Neometals Ltd has continued to rack up high-grade hits at its Barrambie gold project in Western Australia’s Mid-West region, delivering a bonanza 1m at 38.4 grams per tonne in first pass drilling along strike from the historic Golden Treasure mine. The latest results capped off last year’s drilling program at the prospect, where 26 reverse circulation holes for more than 3250 metres peppered the intriguing trend.
Neometals Ltd has continued to rack up high-grade hits at its Barrambie gold project in Western Australia’s Mid-West region, delivering a bonanza 1m at 38.4 grams per tonne (g/t) from first pass drilling along strike from the company’s historic Golden Treasure mine.
Other notable results included 5m running at 5.65g/t from 84m, with a high-grade 2m core tipping in 13.27g/t and another hole, which pulled up 2m averaging 11.75g/t from 137m downhole.
The latest results have capped off last year’s drilling program, where 26 reverse circulation holes for more than 3250 metres peppered the intriguing trend designed to test extensions of the Golden Treasure mine.
Management says the results will help guide follow-up exploration drilling at the historic mine and along strike at the Barrambie Ranges trend. The new program will form part of broader plans to progress the company’s nearby historic Mystery mine and test its Sugarstone area.
Neometals Limited managing director Chris Reed said: “The first-pass program has delivered more than just high-grade intercepts – it’s confirmed the presence of multiple mineralised structures along the Barrambie Ranges gold trend, and a clear path to follow up drilling.”
The Golden Treasure program was part of a much larger 82-hole, 8457-metre drilling blitz, testing three targets across Neometals’ Barrambie tenure, which stretches along 40 kilometres of gold-prospective greenstones that have historically produced at a head-turning 24.8g/t.
Of that total, 42 holes for 3547m were plunged into the company’s advanced Ironclad deposits, home to a maiden 13,000 ounce inferred gold resource, while a further 14 holes for 1652m peppered the Mystery deposit.
Market meerkats likely looked on with interest earlier this month as a suite of thick high-grade results rolled in from Ironclad, including a 9-metre intercept going at 7.19g/t gold as part of a broader 19-metre hit grading 4.16g/t gold from 106m.
A second hole returned 26m grading 2.50g/t gold from 69m, which included a 5m slice of 5.84g/t gold and another 6m section running at 4.36 g/t gold.
Other hits shone with 26m at 4.04g/t gold from surface, including 15m at 6.58g/t gold, alongside a shallower hit of 10m at 3.29g/t gold from 11m, which included a 4-metre chunk grading 5.09g/t gold.
At nearby Mystery, previously reported results delivered a cracker of an intercept in one hole, pulling in 14m at 11.74g/t gold from 82m, including 6 metres grading a whopping 26.56g/t gold.
The market responded positively at the time, with Neometals’ share price jumping nearly 20 per cent to a high of 7.5 cents. The latest results seem to have kept the wind firmly in the sails at that price point.
Although Barrambie is best known for its world-class titanium riches, it is fast emerging as a promising new gold district. The company’s 505 square kilometre patch, nestled between Sandstone and Meekatharra, hasn’t seen any serious gold exploration since the 1990s.
Neometals has set its sights high, recently outlining an exploration target across the 40-kilometre strike of the Barrambie greenstone belt of between 8 and10.5 million tonnes grading from 1.3g/t to 2.3g/t gold, equating to a potential 335,000 to 775,000 ounces of gold.
The company is putting the finishing touches to a mineral resource update for the Ironclad deposit, slated for release this quarter, while running geotechnical, metallurgical, hydrological and environmental studies in parallel as it gears up for lodgement of the mining approval.
With bonanza gold lighting up Barrambie, a resource upgrade looming at Ironclad and 40 kilometres of gold-charged greenstones still largely untouched, Neometals isn’t just exploring anymore – it appears to be circling something much bigger. The only real question now is how many gold ounces are hiding in plain sight.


* Activity *
Within the records, find every line that includes the word "Central" and copy it.

Record excerpts Block Start

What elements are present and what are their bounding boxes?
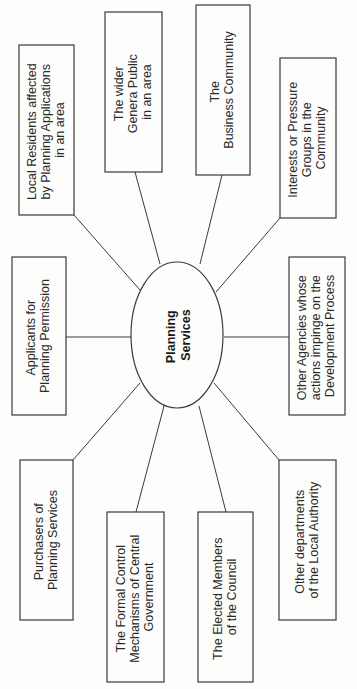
svg-text:Purchasers of Planning S: Purchasers of Planning Services: [32, 490, 60, 590]
node-wider-public: The wider Genera Public in an area: [105, 12, 162, 172]
node-label-line: Local Residents affected: [25, 63, 39, 200]
node-purchasers: Purchasers of Planning Services: [20, 460, 73, 620]
svg-text:Other Agencies whose act: Other Agencies whose actions impinge on …: [295, 272, 337, 401]
node-label-line: Interests or Pressure: [286, 82, 300, 198]
node-label-line: Other departments: [293, 490, 307, 594]
node-other-departments: Other departments of the Local Authority: [279, 460, 336, 620]
node-label-line: Planning Permission: [38, 279, 52, 393]
node-label-line: of the Council: [225, 559, 239, 635]
node-label-line: in an area: [53, 102, 67, 158]
node-label-line: Community: [314, 106, 328, 170]
node-other-agencies: Other Agencies whose actions impinge on …: [289, 257, 345, 415]
svg-text:Planning Services: Planning Services: [164, 307, 193, 363]
node-label-line: Planning Services: [46, 490, 60, 590]
node-label-line: Business Community: [222, 31, 236, 149]
node-label-line: Other Agencies whose: [295, 275, 309, 400]
node-label-line: Genera Public: [126, 54, 140, 133]
node-local-residents: Local Residents affected by Planning App…: [19, 45, 74, 215]
node-interest-groups: Interests or Pressure Groups in the Comm…: [280, 58, 336, 218]
node-business-community: The Business Community: [196, 5, 250, 175]
node-label-line: Government: [142, 562, 156, 631]
node-label-line: The Elected Members: [211, 538, 225, 660]
node-label-line: The wider: [112, 66, 126, 121]
node-label-line: actions impinge on the: [309, 275, 323, 400]
center-node-planning-services: Planning Services: [131, 262, 223, 408]
node-label-line: Applicants for: [24, 300, 38, 376]
node-central-government: The Formal Control Mechanisms of Central…: [107, 512, 164, 682]
center-label-line: Planning: [164, 310, 178, 363]
node-label-line: The Formal Control: [114, 545, 128, 653]
node-label-line: The: [208, 81, 222, 103]
node-label-line: Purchasers of: [32, 503, 46, 581]
stakeholder-diagram: Planning Services Local Residents affect…: [0, 0, 357, 689]
node-applicants: Applicants for Planning Permission: [12, 257, 66, 415]
svg-text:Other departments of the: Other departments of the Local Authority: [293, 481, 321, 598]
node-label-line: in an area: [140, 64, 154, 120]
node-label-line: Mechanisms of Central: [128, 535, 142, 663]
node-label-line: by Planning Applications: [39, 64, 53, 200]
center-label-line: Services: [179, 309, 193, 360]
node-label-line: Groups in the: [300, 102, 314, 177]
node-label-line: Development Process: [323, 275, 337, 397]
node-label-line: of the Local Authority: [307, 481, 321, 598]
node-elected-members: The Elected Members of the Council: [198, 512, 253, 682]
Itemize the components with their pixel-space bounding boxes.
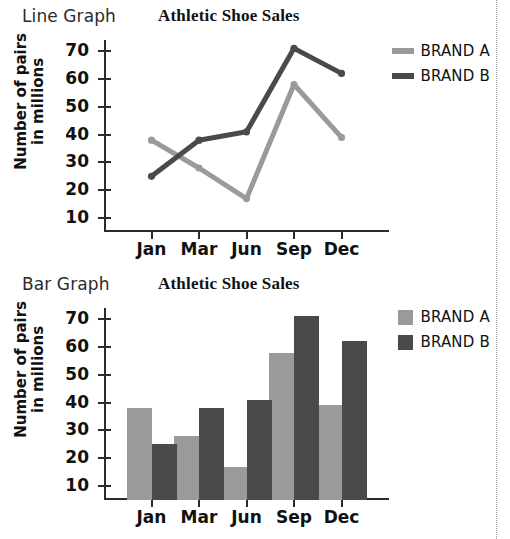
box-swatch-brand-a-icon [398, 310, 413, 325]
legend-item-brand-a: BRAND A [392, 42, 490, 60]
legend-label-brand-a: BRAND A [420, 42, 490, 60]
y-axis-tick: 40 [98, 402, 111, 404]
x-axis-tick-label: Jun [231, 507, 262, 527]
x-axis-tick-label: Sep [276, 507, 312, 527]
y-axis-tick-label: 70 [65, 308, 89, 328]
y-axis-tick-label: 50 [65, 96, 89, 116]
line-graph-title: Athletic Shoe Sales [158, 6, 300, 26]
legend-label-brand-a: BRAND A [420, 308, 490, 326]
y-axis-tick-label: 30 [65, 151, 89, 171]
data-point [338, 134, 345, 141]
box-swatch-brand-b-icon [398, 335, 413, 350]
bar-brand-b [294, 316, 319, 500]
bar-brand-b [247, 400, 272, 500]
x-axis-tick [293, 230, 295, 239]
y-axis-tick: 60 [98, 346, 111, 348]
x-axis-tick [151, 230, 153, 239]
data-point [243, 195, 250, 202]
line-graph-plot-area: 10203040506070JanMarJunSepDec [104, 40, 389, 232]
x-axis-tick-label: Jun [231, 239, 262, 259]
y-axis-label-line2: in millions [30, 284, 47, 454]
data-point [195, 164, 202, 171]
bar-brand-a [127, 408, 152, 500]
y-axis-tick: 70 [98, 50, 111, 52]
bar-brand-b [152, 444, 177, 500]
y-axis-label-line1: Number of pairs [12, 301, 30, 438]
y-axis-tick-label: 40 [65, 124, 89, 144]
y-axis-tick: 20 [98, 189, 111, 191]
y-axis-tick-label: 10 [65, 207, 89, 227]
y-axis-tick-label: 50 [65, 364, 89, 384]
line-graph-figure: Line Graph Athletic Shoe Sales Number of… [0, 0, 496, 268]
bar-brand-b [342, 341, 367, 500]
data-point [148, 137, 155, 144]
page-edge-dotted-rule [496, 0, 497, 539]
data-point [290, 81, 297, 88]
y-axis-label-line1: Number of pairs [12, 33, 30, 170]
line-series-brand-a [152, 85, 342, 199]
bar-graph-plot-area: 10203040506070JanMarJunSepDec [104, 308, 389, 500]
y-axis-tick-label: 70 [65, 40, 89, 60]
bar-graph-y-axis-label: Number of pairs in millions [13, 284, 48, 454]
x-axis-tick [341, 230, 343, 239]
line-graph-legend: BRAND A BRAND B [392, 42, 490, 92]
y-axis-tick: 30 [98, 161, 111, 163]
x-axis-tick-label: Jan [137, 239, 167, 259]
y-axis-tick: 60 [98, 78, 111, 80]
legend-label-brand-b: BRAND B [420, 333, 490, 351]
y-axis-tick: 10 [98, 485, 111, 487]
line-series-brand-b [152, 48, 342, 176]
y-axis-tick-label: 60 [65, 336, 89, 356]
legend-item-brand-b: BRAND B [392, 67, 490, 85]
y-axis-tick: 50 [98, 374, 111, 376]
data-point [243, 128, 250, 135]
y-axis-label-line2: in millions [30, 16, 47, 186]
bar-brand-a [174, 436, 199, 500]
y-axis-tick-label: 10 [65, 475, 89, 495]
line-graph-series-layer [104, 40, 389, 232]
x-axis-tick-label: Dec [324, 239, 360, 259]
line-graph-y-axis-label: Number of pairs in millions [13, 16, 48, 186]
data-point [195, 137, 202, 144]
bar-graph-title: Athletic Shoe Sales [158, 274, 300, 294]
y-axis-tick-label: 60 [65, 68, 89, 88]
x-axis-tick-label: Jan [137, 507, 167, 527]
x-axis-tick-label: Dec [324, 507, 360, 527]
y-axis-tick: 30 [98, 429, 111, 431]
x-axis-tick-label: Sep [276, 239, 312, 259]
x-axis-tick [198, 230, 200, 239]
y-axis-tick-label: 20 [65, 447, 89, 467]
y-axis-tick: 70 [98, 318, 111, 320]
y-axis-tick-label: 20 [65, 179, 89, 199]
x-axis-tick [246, 230, 248, 239]
y-axis-tick-label: 30 [65, 419, 89, 439]
y-axis-tick: 20 [98, 457, 111, 459]
x-axis-tick-label: Mar [181, 507, 218, 527]
bar-graph-y-axis [104, 308, 106, 500]
bar-graph-figure: Bar Graph Athletic Shoe Sales Number of … [0, 268, 496, 539]
bar-brand-a [269, 353, 294, 500]
legend-item-brand-b: BRAND B [398, 333, 490, 351]
line-swatch-brand-b-icon [392, 73, 414, 79]
data-point [338, 70, 345, 77]
y-axis-tick-label: 40 [65, 392, 89, 412]
y-axis-tick: 40 [98, 134, 111, 136]
bar-brand-a [222, 467, 247, 500]
line-swatch-brand-a-icon [392, 48, 414, 54]
y-axis-tick: 50 [98, 106, 111, 108]
legend-label-brand-b: BRAND B [420, 67, 490, 85]
bar-graph-legend: BRAND A BRAND B [398, 308, 490, 358]
y-axis-tick: 10 [98, 217, 111, 219]
legend-item-brand-a: BRAND A [398, 308, 490, 326]
bar-brand-b [199, 408, 224, 500]
worksheet-page: Line Graph Athletic Shoe Sales Number of… [0, 0, 510, 539]
data-point [148, 173, 155, 180]
data-point [290, 45, 297, 52]
x-axis-tick-label: Mar [181, 239, 218, 259]
bar-brand-a [317, 405, 342, 500]
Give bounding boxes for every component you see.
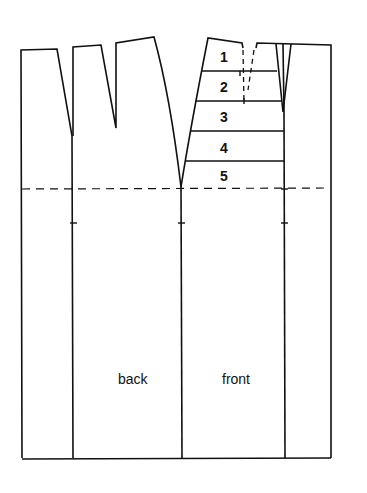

Record excerpts Block End

* Answer area *
node-central-government: The Formal Control Mechanisms of Central…: [107, 512, 164, 682]
node-label-line: Mechanisms of Central: [128, 535, 142, 663]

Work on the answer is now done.